February 21, 2011

 

Asian wheat prices to remain stable for the month

 

 

As more blended wheat is bought at relatively cheaper rates, Asian wheat prices are likely to stay in check for the rest of the month, trade participants said.

 

Flour millers and exporters have turned to blended grades of wheat to cut costs since weather damage to crops worldwide tightened supplies and jacked up prices of the high-protein grain widely used in noodle and bread making.

 

Although close to half of Australia's wheat harvest of 26 million tonnes this year may be downgraded to feed category, large volumes of this low-quality wheat are being blended with high-priced grades to meet demand from flour mills overseas, raising the quantity of milling wheat available and taking pressure off the market price structure.

 

With a greater variety of wheat grades harvested this year, more of the crop is being blended, Mick Cattanach, managing director of Emerald Group Australia Ltd., a major Australian grains.

 

Earlier this week, high-quality US dark northern spring wheat with 14% protein was being offered around US$480/tonne, free on board, and hard red winter wheat with 12.5% protein around US$395/tonne, FOB, while Australian Premium White, or APW, wheat with 10.5%-11% protein was offered at US$380-$390/tonne from the east coast.

 

Many flour mills in Indonesia, Vietnam, Sri Lanka and Bangladesh are instead purchasing Australian General Purpose wheat, and blends of low-quality AH9 and higher APW grades, which are selling at a large discount to the more traditional Australian grades.

 

AGP is offered around US$338/tonne, FOB, or US$372-$390/tonne on a delivered basis to different destinations in South and Southeast Asia.

 

APW is being blended with AH9 to come up with a suitable milling wheat, said a Singapore-based executive with a global trading company. He said the APW content in the blended wheat could vary between 10% and 40%.

 

Such Australian wheat blends are available for as low as US$325/tonne, FOB, even cheaper the two-year old Pakistani crop, which buyers in Bangladesh purchased at US$330-$335/tonne, FOB.

 

Due to the paucity of higher-quality Australian Noodle Wheat, even quality-conscious Japan has increased the content of APW allowed in the blended high-grade wheat it imports from Australia, reducing the required amounts of ANW.

 

A trader in Singapore said that with lower amounts of standardised Australian wheat available, all sorts of blending is taking place. There is an unusually wide range in the five main quality parameters - moisture, protein, falling number, test weight and screenings - because of the weather-induced damaged this year, he said.

 

Even millers are blending wheat grades post-purchase.

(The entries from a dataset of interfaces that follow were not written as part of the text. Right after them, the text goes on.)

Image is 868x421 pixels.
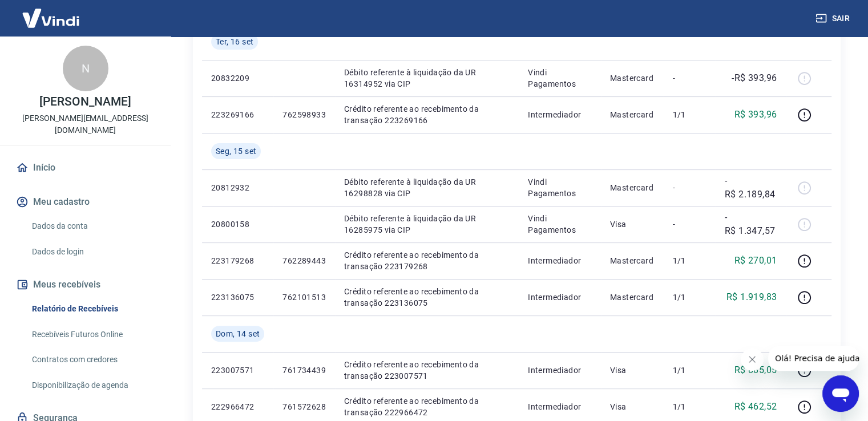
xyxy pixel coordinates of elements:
a: Disponibilização de agenda [27,374,157,397]
p: Mastercard [610,109,655,120]
p: R$ 1.919,83 [726,291,777,304]
p: Vindi Pagamentos [528,176,591,199]
p: Intermediador [528,401,591,413]
span: Ter, 16 set [216,36,254,48]
p: Intermediador [528,365,591,377]
p: 20812932 [211,182,264,194]
a: Recebíveis Futuros Online [27,323,157,347]
p: Débito referente à liquidação da UR 16314952 via CIP [344,67,510,90]
span: Seg, 15 set [216,146,256,157]
a: Dados da conta [27,215,157,238]
p: Crédito referente ao recebimento da transação 223007571 [344,359,510,382]
p: Débito referente à liquidação da UR 16285975 via CIP [344,213,510,236]
p: 20800158 [211,218,264,230]
a: Início [14,155,157,180]
p: R$ 462,52 [735,400,777,414]
p: Mastercard [610,292,655,303]
p: Débito referente à liquidação da UR 16298828 via CIP [344,176,510,199]
p: Vindi Pagamentos [528,213,591,236]
p: - [673,182,707,194]
p: 1/1 [673,255,707,267]
button: Sair [813,8,854,29]
img: Vindi [14,1,88,35]
p: 222966472 [211,401,264,413]
p: Crédito referente ao recebimento da transação 222966472 [344,395,510,419]
p: R$ 270,01 [735,254,777,268]
p: Visa [610,401,655,413]
iframe: Botão para abrir a janela de mensagens [822,376,859,412]
p: Mastercard [610,73,655,84]
p: [PERSON_NAME] [40,96,131,108]
p: R$ 393,96 [735,108,777,122]
p: Mastercard [610,182,655,194]
p: Mastercard [610,255,655,267]
p: 762101513 [282,292,326,303]
p: 223136075 [211,292,264,303]
p: 1/1 [673,365,707,377]
p: 761734439 [282,365,326,377]
button: Meus recebíveis [14,272,157,297]
p: -R$ 2.189,84 [725,174,777,202]
p: 761572628 [282,401,326,413]
span: Dom, 14 set [216,328,259,339]
p: 1/1 [673,401,707,413]
p: 1/1 [673,292,707,303]
p: 762289443 [282,255,326,267]
p: - [673,73,707,84]
a: Relatório de Recebíveis [27,297,157,320]
p: Vindi Pagamentos [528,67,591,90]
p: 20832209 [211,73,264,84]
a: Contratos com credores [27,348,157,372]
p: Intermediador [528,292,591,303]
p: Intermediador [528,109,591,120]
span: Olá! Precisa de ajuda? [7,8,96,17]
p: 223007571 [211,365,264,377]
p: 223269166 [211,109,264,120]
iframe: Mensagem da empresa [768,346,859,371]
p: 1/1 [673,109,707,120]
div: N [63,45,109,91]
p: Visa [610,218,655,230]
p: 223179268 [211,255,264,267]
p: [PERSON_NAME][EMAIL_ADDRESS][DOMAIN_NAME] [9,112,161,137]
button: Meu cadastro [14,189,157,215]
p: Visa [610,365,655,377]
p: R$ 885,05 [735,363,777,377]
p: - [673,218,707,230]
a: Dados de login [27,241,157,264]
p: Crédito referente ao recebimento da transação 223179268 [344,250,510,272]
p: -R$ 393,96 [731,72,777,85]
p: Intermediador [528,255,591,267]
p: 762598933 [282,109,326,120]
p: Crédito referente ao recebimento da transação 223136075 [344,286,510,309]
iframe: Fechar mensagem [740,348,763,371]
p: -R$ 1.347,57 [725,211,777,238]
p: Crédito referente ao recebimento da transação 223269166 [344,103,510,126]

Cheaper grades of Australian wheat are mixed with high-protein grades to cut costs, and the quality of the dough is maintained using enzymes and additives, said Franciscus Welirang, chairman of Indonesia's flour mills association, Aptindo.

 

Mills have to blend wheat across grades and origins to adjust to tight supply, said Sebastien Thilmany, a Lausanne-based trader with the trading company Ameropa.